From last Sunday’s gospel story of the Transfiguration: “Then a cloud came, casting a shadow over them; from the cloud came a voice, ‘This is my beloved Son. Listen to him.’ Suddenly, looking around, they no longer saw anyone but Jesus alone with them."
The beauty of Father Hesburgh’s life with Notre Dame is not that he was able to propel it into being a world-class university, with all the benefits to students, community, and world go along with such a status, or that Our Lady’s university became, in Father Jenkins’ more recent description, “a force for good in the world." The true beauty of his life and work with the University is that in all things, we were directed to Christ. Jesus Christ was, in the actions of the University, the beginning and the end, the starting point and the goal.
How do I know this? I was simply an undergraduate student from 1979 to 1983, a member of Jazz Band, Chapel Choir, and the Debate team. I wasn’t in Student Government and I didn’t report for the Observer. My parents weren’t well connected alumni. I was a non-Catholic public school kid when I arrived. I had no special knowledge or insight into the workings of the University. As it turns out, none of that was required to see Christ in all we did; it was much simpler than all that.
We prayed to start most of our classes, not just ones in theology. We were taught by a wide variety of professors, including priests. There was mass in my dorm every day, and guys went. Our rector was a priest who was pretty gruff, but despite his reputation (enhanced regularly in the great Observer comic strip “Molarity"), he truly cared for us “fellas." We talked about God, scripture, religion, and how all of these things affected the world in our hallways and room at night over popcorn, ramen noodles, and Diet Dr. Pepper, it never seemed absurd, and even the priests and nuns who were our assistant rectors listened to and engaged us as if we were fellow theologians. We took theology classes not just because we had to, but because we loved and respected the professors like Father Dunne, Father Malloy, Dr. Ford, and Father McBrien. We deeply desired to see how they saw God through literature, other people, scripture, and tradition, and they were more than willing to feed that hunger and show us what it could mean in our lives. The Center for Social Concerns, the Logan Center, the Nestle ban, the debate over nuclear freeze vote, spring break trips, liturgical ministries; all of these invited us to live what we learned. And in all of our classes, God was never far away; not because we brought him, but because our professors wanted us to engage with ideas of theology, ideas of the divine.
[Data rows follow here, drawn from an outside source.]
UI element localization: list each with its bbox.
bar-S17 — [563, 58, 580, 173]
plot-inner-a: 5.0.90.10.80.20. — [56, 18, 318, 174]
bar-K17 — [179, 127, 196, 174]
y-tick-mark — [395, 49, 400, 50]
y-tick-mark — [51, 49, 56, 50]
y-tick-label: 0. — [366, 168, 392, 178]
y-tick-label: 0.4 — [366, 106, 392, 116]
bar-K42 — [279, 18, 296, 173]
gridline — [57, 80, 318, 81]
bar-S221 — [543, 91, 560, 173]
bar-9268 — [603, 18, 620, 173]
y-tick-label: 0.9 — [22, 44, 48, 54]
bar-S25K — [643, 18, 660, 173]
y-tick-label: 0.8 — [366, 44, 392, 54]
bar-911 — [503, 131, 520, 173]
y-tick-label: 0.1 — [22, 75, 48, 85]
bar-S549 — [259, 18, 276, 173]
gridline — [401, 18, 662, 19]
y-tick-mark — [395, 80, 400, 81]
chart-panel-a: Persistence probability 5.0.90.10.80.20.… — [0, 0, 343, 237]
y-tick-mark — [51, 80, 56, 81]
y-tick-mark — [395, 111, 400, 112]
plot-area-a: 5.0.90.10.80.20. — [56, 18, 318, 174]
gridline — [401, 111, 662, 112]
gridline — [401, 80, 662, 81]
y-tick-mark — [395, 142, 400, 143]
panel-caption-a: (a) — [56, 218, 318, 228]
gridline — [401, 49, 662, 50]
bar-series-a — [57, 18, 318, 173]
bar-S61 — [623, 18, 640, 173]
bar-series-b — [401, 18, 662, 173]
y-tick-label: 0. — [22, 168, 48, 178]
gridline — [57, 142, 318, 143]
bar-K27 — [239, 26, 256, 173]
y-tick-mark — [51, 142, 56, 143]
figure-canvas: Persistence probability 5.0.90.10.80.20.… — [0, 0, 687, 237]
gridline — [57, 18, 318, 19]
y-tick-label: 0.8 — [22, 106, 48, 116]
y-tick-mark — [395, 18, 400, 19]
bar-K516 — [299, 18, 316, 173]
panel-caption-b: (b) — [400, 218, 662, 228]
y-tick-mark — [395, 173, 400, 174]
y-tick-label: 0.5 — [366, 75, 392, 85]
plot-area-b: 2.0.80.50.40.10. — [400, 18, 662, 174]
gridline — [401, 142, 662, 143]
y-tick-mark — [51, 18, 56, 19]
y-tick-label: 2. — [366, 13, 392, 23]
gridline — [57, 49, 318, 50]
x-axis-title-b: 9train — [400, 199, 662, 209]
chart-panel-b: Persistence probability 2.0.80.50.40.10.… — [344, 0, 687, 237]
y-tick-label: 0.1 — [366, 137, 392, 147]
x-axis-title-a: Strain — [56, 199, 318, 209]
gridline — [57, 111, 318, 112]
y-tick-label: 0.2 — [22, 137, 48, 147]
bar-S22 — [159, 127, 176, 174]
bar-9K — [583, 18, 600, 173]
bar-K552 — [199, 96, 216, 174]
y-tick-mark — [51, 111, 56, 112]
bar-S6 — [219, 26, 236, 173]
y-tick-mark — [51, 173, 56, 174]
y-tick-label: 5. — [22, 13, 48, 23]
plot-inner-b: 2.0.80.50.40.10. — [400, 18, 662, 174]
It is no surprise, then, that Father Hesburgh wanted to be known as, and was remembered all of last week for being, a priest. As was mentioned more than once, he was our pastor. I have worked in Catholic education long enough to know that my experiences on campus were influenced by his good leadership, leadership which set an example, but provided those “below" the room and opportunities to carry out the goal of being Catholic, pastoral, and becoming disciples of Christ in the world we strove to enter and change. In the end, it was not Father Hesburgh that we encountered: we “no longer saw anyone but Jesus" in our lives. But Father Hesburgh’s seventy-one years as priest took us to that place and, as we descended from the amazing mountain top experience that was Notre Dame, encouraged us to live it.